Disputes Over How to Use Statistics in the Real World

There is a surprising lack of consensus on how to do statistics, especially as applies to science. As the tool that underpins the scientific enterprise, you’d think we would have figured it out by now. You’d be wrong.

The mathematical proofs are, of course, very rarely disputed. The use of mathematics is much more often disputed.

Why do these disputes arise? I’ve observed five different types.

Disputes in Applications of Statistics to Science

(1) Disputes over philosophy:

Example 1: is it valid to assign a probability to an event that is not part of any clear sequence of events or mathematical process (e.g., trying to estimate the probability that humanity will go extinct)?

We don’t agree on what we mean by “probability.”

Example 2: under what conditions should a strange data point be considered an “outlier” and hence removed from our data before calculating our statistics?

We don’t agree on what we mean by “outlier.”

Resolving these disputes might require more consensus on what we mean by different concepts in statistics and potentially more disambiguation of possible interpretations of these concepts.

(2) Disputes over what we’re trying to achieve:

Example 1: Is a p-value a measure something that we directly care about, and if not, is it still worth using?

We don’t agree on the extent to which one of the most commonly used statistics is something we care about.

Example 2: When we’re testing multiple hypotheses at once, how should we adjust our resulting statistics to account for this “multiple hypothesis testing”?

We don’t agree on how to handle the increased rate of false positives that occurs when we put multiple statistics in a single paper.

Resolving these disputes might require more agreement on exactly what we’re trying to achieve with statistics.

(3) Disputes over what is “good enough” or “accurate enough”:

Example 1: when you’re comparing the means of two groups, when is it okay to use the very popular t-test, which assumes equal variances in the two groups, rather than the welch test, which doesn’t assume equal variances (this article does a good job of exploring what a horror show this seemingly simple question is).

We don’t agree on how much we should worry about the basic assumptions of our commonly used statistical tests being violated.

Example 2: to control for effect (i.e., “factor out” the influence of one variable on the relationship between two other variables), is it sufficient to run a regression that includes that control variable in the model?

We don’t agree on what is sufficient to remove the causal effects of one variable (that we don’t care about) on another we do care about in order to avoid having those effects contaminating our main results.

Resolving these disputes might require more agreement on how robust methods are to violations of their assumptions and clearer best practices for what to do when we expect the assumptions might be violated.

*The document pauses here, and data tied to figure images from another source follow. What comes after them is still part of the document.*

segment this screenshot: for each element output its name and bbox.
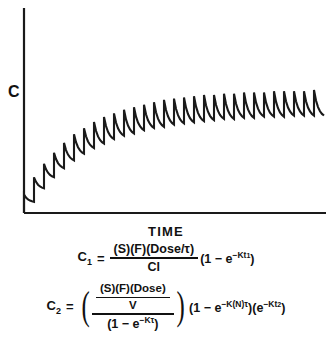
equation-1-fraction-bar [110, 257, 199, 259]
equation-2-inner-fraction-bar [96, 297, 170, 298]
sawtooth-curve [24, 90, 324, 213]
equation-2: C2 = ( (S)(F)(Dose) V (1 − e−Kτ) ) (1 − … [0, 282, 332, 331]
equation-1-fraction: (S)(F)(Dose/τ) Cl [110, 242, 199, 274]
equation-1-tail: (1 − e−Kt1) [200, 250, 254, 266]
equation-1-lhs: C1 [78, 249, 92, 267]
equation-1: C1 = (S)(F)(Dose/τ) Cl (1 − e−Kt1) [0, 242, 332, 274]
right-parenthesis: ) [176, 288, 184, 325]
equation-2-tail: (1 − e−K(N)τ)(e−Kt2) [189, 299, 285, 315]
x-axis-label: TIME [0, 224, 332, 239]
equation-1-equals: = [97, 251, 105, 266]
equation-2-outer-fraction: (S)(F)(Dose) V (1 − e−Kτ) [92, 282, 174, 331]
equation-2-inner-numerator: (S)(F)(Dose) [96, 282, 170, 295]
equation-2-outer-numerator: (S)(F)(Dose) V [92, 282, 174, 312]
equation-2-grouped-term: ( (S)(F)(Dose) V (1 − e−Kτ) ) [79, 282, 187, 331]
equation-2-inner-denominator: V [125, 299, 141, 312]
plot-svg [0, 0, 332, 222]
y-axis-label: C [8, 84, 20, 100]
equation-2-equals: = [66, 299, 74, 314]
equation-1-numerator: (S)(F)(Dose/τ) [110, 242, 199, 256]
left-parenthesis: ( [81, 288, 89, 325]
equations-block: C1 = (S)(F)(Dose/τ) Cl (1 − e−Kt1) C2 = … [0, 240, 332, 331]
equation-2-inner-fraction: (S)(F)(Dose) V [96, 282, 170, 312]
equation-2-lhs: C2 [47, 298, 61, 316]
equation-1-denominator: Cl [144, 260, 165, 274]
concentration-time-plot: C [0, 0, 332, 222]
equation-2-outer-fraction-bar [92, 313, 174, 315]
equation-2-outer-denominator: (1 − e−Kτ) [103, 316, 162, 332]
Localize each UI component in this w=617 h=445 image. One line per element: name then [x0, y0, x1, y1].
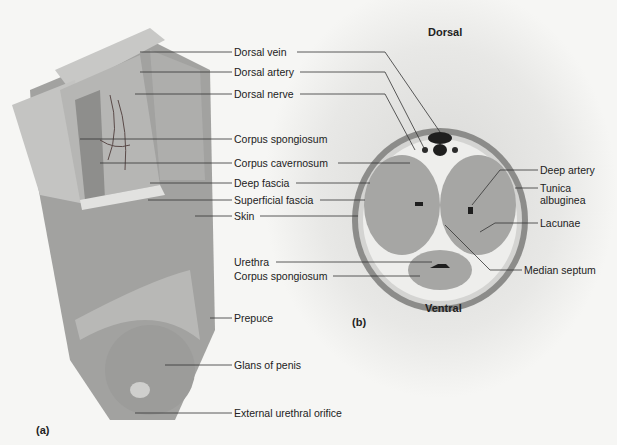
label-corpus-spongiosum: Corpus spongiosum: [234, 133, 327, 145]
orientation-ventral: Ventral: [425, 302, 462, 314]
label-corpus-spongiosum-b: Corpus spongiosum: [234, 270, 327, 282]
label-deep-fascia: Deep fascia: [234, 177, 289, 189]
label-skin: Skin: [234, 210, 254, 222]
label-lacunae: Lacunae: [540, 217, 580, 229]
label-dorsal-vein: Dorsal vein: [234, 46, 287, 58]
label-external-urethral-orifice: External urethral orifice: [234, 407, 342, 419]
label-corpus-cavernosum: Corpus cavernosum: [234, 157, 328, 169]
label-median-septum: Median septum: [524, 264, 596, 276]
label-albuginea: albuginea: [540, 194, 586, 206]
label-tunica: Tunica: [540, 182, 571, 194]
label-deep-artery: Deep artery: [540, 164, 595, 176]
orientation-dorsal: Dorsal: [428, 26, 462, 38]
label-glans-of-penis: Glans of penis: [234, 359, 301, 371]
panel-label-a: (a): [36, 424, 49, 436]
cross-section: [352, 128, 528, 312]
label-superficial-fascia: Superficial fascia: [234, 194, 313, 206]
label-urethra: Urethra: [234, 256, 269, 268]
label-dorsal-artery: Dorsal artery: [234, 66, 294, 78]
panel-label-b: (b): [352, 316, 366, 328]
illustration: [0, 0, 617, 445]
label-dorsal-nerve: Dorsal nerve: [234, 88, 294, 100]
label-prepuce: Prepuce: [234, 312, 273, 324]
longitudinal-view: [12, 28, 215, 420]
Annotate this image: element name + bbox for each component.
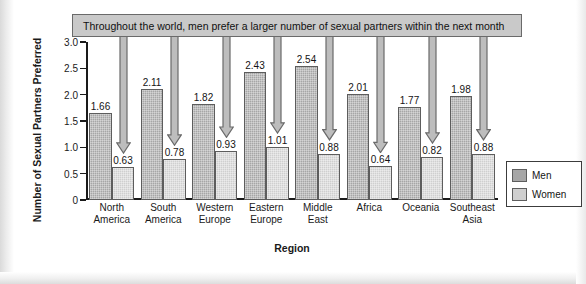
y-axis-tick xyxy=(80,68,86,69)
callout-banner: Throughout the world, men prefer a large… xyxy=(72,14,522,37)
bar-value-label: 2.43 xyxy=(245,60,264,71)
y-axis-title: Number of Sexual Partners Preferred xyxy=(31,35,43,225)
bar-value-label: 1.66 xyxy=(91,101,110,112)
chart-legend: Men Women xyxy=(506,161,582,207)
legend-label-men: Men xyxy=(532,170,551,181)
y-axis-tick xyxy=(80,94,86,95)
x-axis-tick-label: SoutheastAsia xyxy=(447,202,499,225)
bar-value-label: 1.77 xyxy=(400,95,419,106)
y-axis-tick-label: 2.0 xyxy=(64,89,78,100)
x-axis-tick-label: SouthAmerica xyxy=(138,202,190,225)
legend-label-women: Women xyxy=(532,189,566,200)
bar-women: 0.63 xyxy=(112,167,135,200)
bar-value-label: 0.93 xyxy=(216,139,235,150)
x-axis-tick-label: WesternEurope xyxy=(189,202,241,225)
y-axis-tick-label: 0.5 xyxy=(64,168,78,179)
bar-men: 2.54 xyxy=(295,66,318,200)
x-axis-tick-label: Africa xyxy=(344,202,396,214)
y-axis-tick xyxy=(80,147,86,148)
x-axis-tick-label: MiddleEast xyxy=(292,202,344,225)
callout-arrow-icon xyxy=(373,36,388,153)
page-edge-shadow-bottom xyxy=(0,272,586,284)
y-axis-tick-label: 0 xyxy=(72,195,78,206)
legend-swatch-men-icon xyxy=(512,169,527,182)
legend-swatch-women-icon xyxy=(512,188,527,201)
bar-men: 2.01 xyxy=(347,94,370,200)
page-edge-shadow-left xyxy=(0,0,14,284)
bar-value-label: 1.98 xyxy=(451,84,470,95)
callout-arrow-icon xyxy=(219,36,234,138)
x-axis-tick-label: NorthAmerica xyxy=(86,202,138,225)
bar-women: 0.78 xyxy=(163,159,186,200)
bar-women: 0.88 xyxy=(318,154,341,200)
y-axis-tick xyxy=(80,199,86,200)
bar-value-label: 0.63 xyxy=(113,155,132,166)
legend-item-women: Women xyxy=(512,185,577,204)
callout-arrow-icon xyxy=(476,36,491,141)
bar-men: 1.77 xyxy=(398,107,421,200)
chart-canvas: Number of Sexual Partners Preferred 00.5… xyxy=(14,4,570,266)
y-axis-tick-label: 1.5 xyxy=(64,116,78,127)
bar-value-label: 2.11 xyxy=(143,77,162,88)
y-axis-tick-label: 2.5 xyxy=(64,63,78,74)
chart-figure: Number of Sexual Partners Preferred 00.5… xyxy=(0,0,586,284)
x-axis-tick-label: EasternEurope xyxy=(241,202,293,225)
bar-value-label: 0.88 xyxy=(474,142,493,153)
bar-value-label: 0.88 xyxy=(319,142,338,153)
y-axis-tick xyxy=(80,173,86,174)
callout-arrow-icon xyxy=(270,36,285,134)
bar-women: 0.93 xyxy=(215,151,238,200)
y-axis-tick-label: 3.0 xyxy=(64,37,78,48)
bar-value-label: 0.64 xyxy=(371,154,390,165)
bar-women: 0.64 xyxy=(369,166,392,200)
bar-men: 2.43 xyxy=(244,72,267,200)
bar-value-label: 0.78 xyxy=(165,147,184,158)
callout-arrow-icon xyxy=(425,36,440,144)
bar-value-label: 1.82 xyxy=(194,92,213,103)
y-axis-line xyxy=(86,42,88,200)
legend-item-men: Men xyxy=(512,166,577,185)
bar-men: 1.82 xyxy=(192,104,215,200)
bar-value-label: 2.01 xyxy=(348,82,367,93)
bar-women: 1.01 xyxy=(266,147,289,200)
y-axis-tick-label: 1.0 xyxy=(64,142,78,153)
bar-men: 1.98 xyxy=(450,96,473,200)
page-edge-shadow-right xyxy=(576,0,586,284)
callout-arrow-icon xyxy=(322,36,337,141)
bar-value-label: 2.54 xyxy=(297,54,316,65)
bar-women: 0.82 xyxy=(421,157,444,200)
y-axis-tick xyxy=(80,120,86,121)
x-axis-tick-label: Oceania xyxy=(395,202,447,214)
x-axis-title: Region xyxy=(86,242,498,254)
bar-women: 0.88 xyxy=(472,154,495,200)
bar-men: 2.11 xyxy=(141,89,164,200)
bar-value-label: 0.82 xyxy=(422,145,441,156)
callout-arrow-icon xyxy=(116,36,131,154)
y-axis-tick xyxy=(80,41,86,42)
bar-men: 1.66 xyxy=(89,113,112,200)
bar-value-label: 1.01 xyxy=(268,135,287,146)
callout-arrow-icon xyxy=(167,36,182,146)
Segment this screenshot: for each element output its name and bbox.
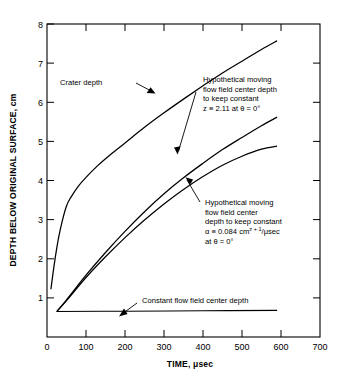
annotation-line: at θ = 0°: [205, 237, 234, 246]
x-tick-label: 400: [195, 342, 210, 352]
x-tick-label: 600: [273, 342, 288, 352]
annotation-line: to keep constant: [203, 94, 260, 103]
x-tick-label: 100: [78, 342, 93, 352]
annotation-alpha-superscript: z + 1: [249, 226, 261, 232]
svg-text:α ≡ 0.084 cmz + 1/μsec: α ≡ 0.084 cmz + 1/μsec: [205, 226, 280, 236]
annotation-crater-depth: Crater depth: [60, 78, 102, 87]
annotation-alpha-tail: /μsec: [262, 227, 281, 236]
x-axis-ticks-top: [86, 24, 281, 31]
y-tick-label: 1: [38, 293, 43, 303]
annotation-line: flow field center depth: [203, 85, 277, 94]
y-tick-label: 5: [38, 137, 43, 147]
x-tick-label: 500: [234, 342, 249, 352]
annotation-line: flow field center: [205, 208, 258, 217]
leader-lines: [119, 83, 200, 316]
y-axis-ticks-right: [313, 63, 320, 298]
y-tick-label: 3: [38, 215, 43, 225]
y-tick-label: 2: [38, 254, 43, 264]
x-axis-title: TIME, μsec: [167, 359, 213, 369]
y-axis-ticks: [47, 24, 54, 298]
y-tick-labels: 8 7 6 5 4 3 2 1: [38, 20, 43, 304]
x-axis-ticks: [86, 330, 281, 337]
annotation-line: Crater depth: [60, 78, 102, 87]
curve-constant-depth: [57, 310, 277, 311]
annotation-line: Hypothetical moving: [203, 75, 271, 84]
annotation-hypothetical-z: Hypothetical moving flow field center de…: [203, 75, 277, 113]
annotation-line: depth to keep constant: [205, 217, 283, 226]
annotation-line: z ≡ 2.11 at θ = 0°: [203, 104, 260, 113]
y-tick-label: 8: [38, 20, 43, 30]
x-tick-label: 0: [44, 342, 49, 352]
y-tick-label: 7: [38, 59, 43, 69]
crater-depth-chart: 8 7 6 5 4 3 2 1 0 100 200 300 400 500 60…: [0, 0, 347, 383]
y-axis-title: DEPTH BELOW ORIGINAL SURFACE, cm: [8, 93, 18, 266]
x-tick-label: 200: [117, 342, 132, 352]
plot-frame: [47, 24, 320, 337]
y-tick-label: 6: [38, 98, 43, 108]
annotation-line: Hypothetical moving: [205, 198, 273, 207]
x-tick-label: 300: [156, 342, 171, 352]
x-tick-labels: 0 100 200 300 400 500 600 700: [44, 342, 327, 352]
annotation-constant-depth: Constant flow field center depth: [142, 296, 248, 305]
annotation-alpha-base: α ≡ 0.084 cm: [205, 227, 249, 236]
annotation-line: Constant flow field center depth: [142, 296, 248, 305]
y-tick-label: 4: [38, 176, 43, 186]
annotation-hypothetical-alpha: Hypothetical moving flow field center de…: [205, 198, 283, 246]
x-tick-label: 700: [312, 342, 327, 352]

(4) Disputes due to misconceptions:

Example 1: it is often assumed that the true value has a 95% chance of falling within the 95th percentile confidence interval for that value, but that’s actually a subtle misinterpretation of the definition of a 95th percentile confidence interval.

We can easily misunderstand the extremely subtle proper interpretations of statistics.

Example 2: the trim-and-fill method is often used in meta-analysis to try to correct for the fact results that find no effect are more likely to go unpublished than results that find an effect, but unfortunately, this method sometimes doesn’t do what it is supposed.

We sometimes continue to rely on techniques out of inertia even though they are known to occasionally produce wrong results.

Resolving these disputes might require better statistical education around common misconceptions and common confusions.

(5) Disputes over what to do when we lack information:

Example 1: when we don’t have any empirical data or previous experience to use to estimate a prior distribution for a variable, how should we set our prior?

We don’t have standardized steps that everyone can agree on for all procedures.

Example 2: if we don’t have reason to believe that our data is normally distributed, but the test we would usually run requires that the distribution of the data be normal, should we instead use a non-parametric version of the test (even though it has less statistical power), or should we base whether to use the non-parametric version of the test off of the result of the p-value of a test for normality, even though doing the latter will form a “compound test” and hence potentially change the interpretation of our resulting p-value?

When certain information is lacking, we don’t have a consensus on how to adapt.

Resolving these disputes might require a more standardized agreement on dos and don’ts for situations where we lack critical information.